The damages found by the verdict must therefore be reduced by the amount of this charge, which may be ascertained by reference to the judge's note; or there must be a new execution of the writ.

Rule absolute for reduction as above.1

"Now, my Lords, there was a technical rule in the English courts in these matters. When something that was part of the realty (we are talking of coal in this particular case) is severed from the realty and converted into a chattel, then instantly on its becoming a chattel, it becomes the property of the person who had been the owner of the fee in the land whilst it remained a portion of the land; and then in estimating the damages against a person who had carried away that chattel, it was considered and decided that the owner of the fee was to be paid the value of the chattel at the time when it was converted, and it would in fact have been improper, as qualifying his own wrong, to allow the wrongdoer anything for that mischief which he had done, or for that expense which he had incurred in converting the piece of rock into a chattel, which he had no business to do.
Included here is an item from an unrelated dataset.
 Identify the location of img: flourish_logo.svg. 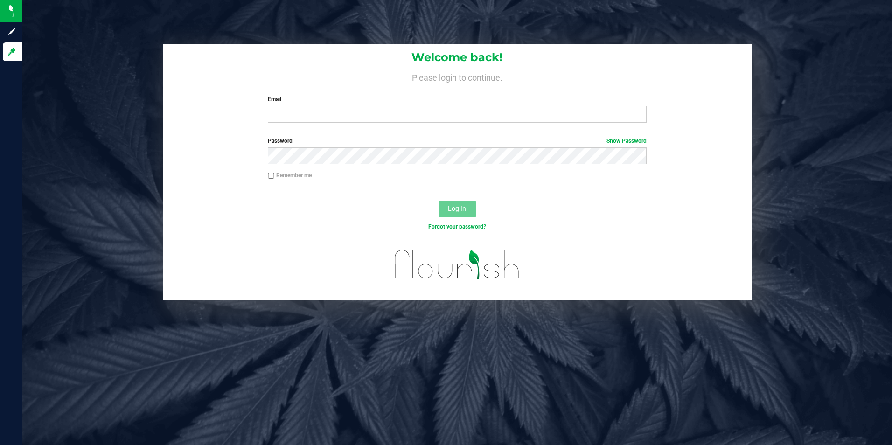
(457, 265).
"Such was the rule of the common law. Whether or not that was a judicious rule at any time I do not take upon myself to say; but a long while ago (and when I say a long while I mean twenty-five years ago) Mr. Baron Parke put this qualification on it, as far as I am aware for the first time. He said, If however the wrongdoer has taken it perfectly innocently and ignorantly, without any negligence and so forth, and if the jury, in estimating the damages, are convinced of that, then you should consider the mischief that has been really done to the plaintiff who lost it whilst it was part of the rock, and therefore you should not consider its value when it had been turned into a piece of coal after it had been severed from the rock, but you should treat it at what would have been a fair price if the wrongdoer had bought it whilst it was yet a portion of the land as you would buy a coal-field. Wood v. Morewood, 4 Q. B. n. 440. That was the rule to be applied where it was an innocent person that did the wrong; that rule was followed in the case of Jegon v. Vivian, Law Rep. 6 Ch. 742, which has been so much mentioned; it was followed in the Court of Chancery, and, so far as I know, it has never been questioned since, that where there is an innocent wrongdoing the point that is to be made out for the damages is, as was expressed in the minutes of the decree : "The defendants to be charged with the fair value of such coal and other minerals at the same rate as if the mines had been purchased by the defendants at the fair market value of the district;' that I understand to mean as if the mines had been purchased while the minerals were yet part of the soil." Per LORD BLACKBURN, in Livingstone v. Rawyard Coal Co., 5 App. Cas. 25, 39.